# Exercise requirements
Leaving out the pictures, print exactly the lines from the one holding "has height=375, width=667." to the last line of the entries below, both included, and nothing more.

# Dataset entries
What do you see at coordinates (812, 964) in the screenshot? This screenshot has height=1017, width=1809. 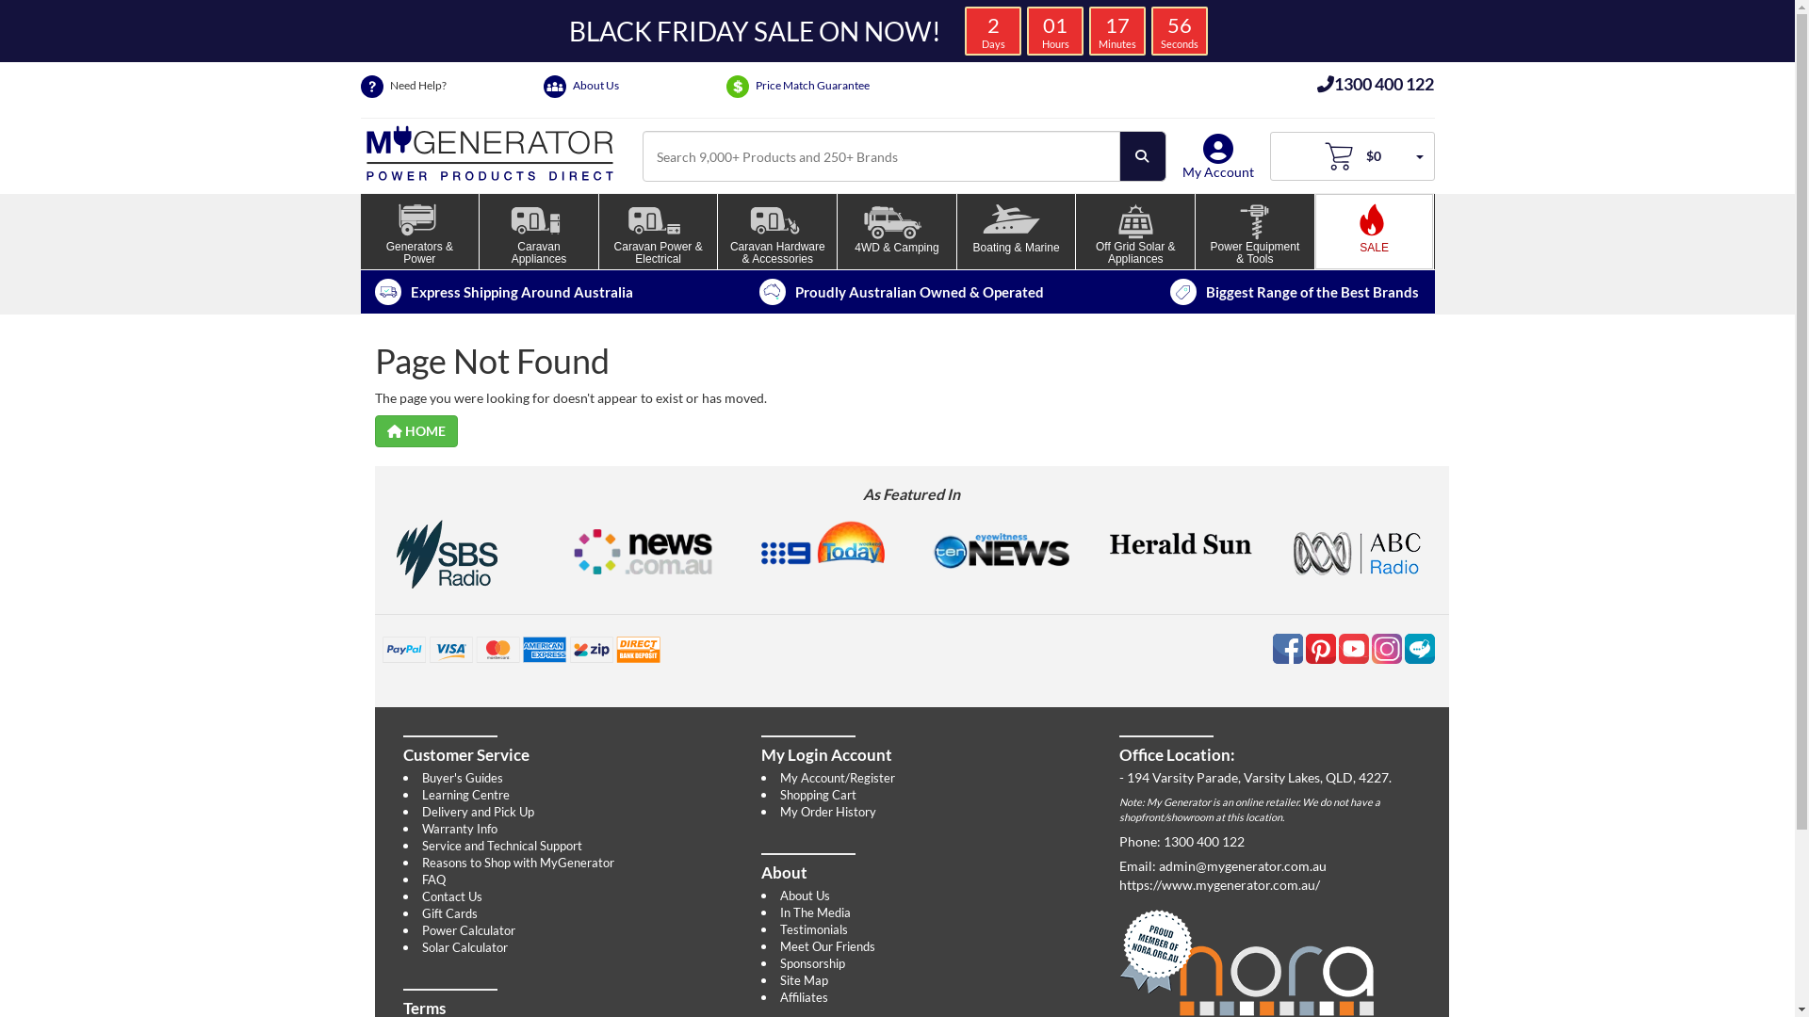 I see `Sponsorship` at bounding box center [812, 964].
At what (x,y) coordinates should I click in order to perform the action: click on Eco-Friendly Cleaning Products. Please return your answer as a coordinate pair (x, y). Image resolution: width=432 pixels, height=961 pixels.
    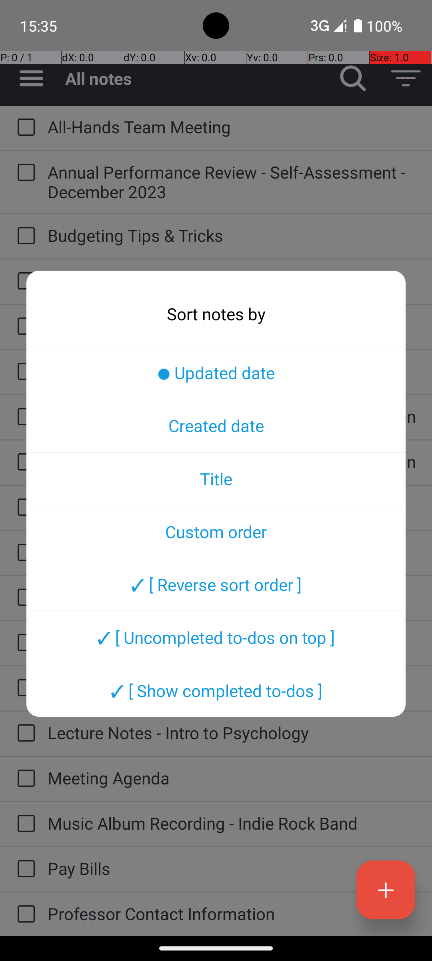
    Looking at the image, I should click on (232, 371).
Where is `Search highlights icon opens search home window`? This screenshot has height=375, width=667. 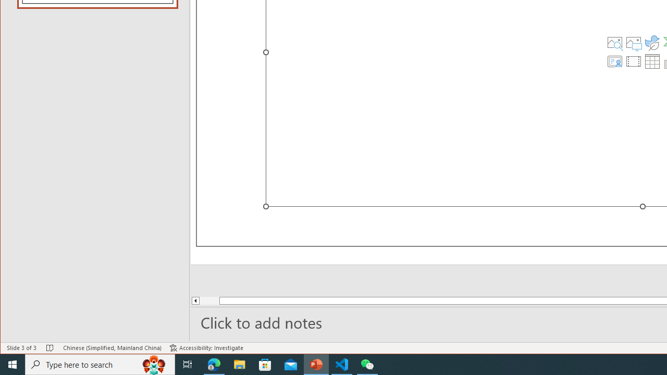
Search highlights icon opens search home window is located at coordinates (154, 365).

# Reply to the exercise
Where is `Search highlights icon opens search home window`? This screenshot has height=375, width=667. 
Search highlights icon opens search home window is located at coordinates (154, 365).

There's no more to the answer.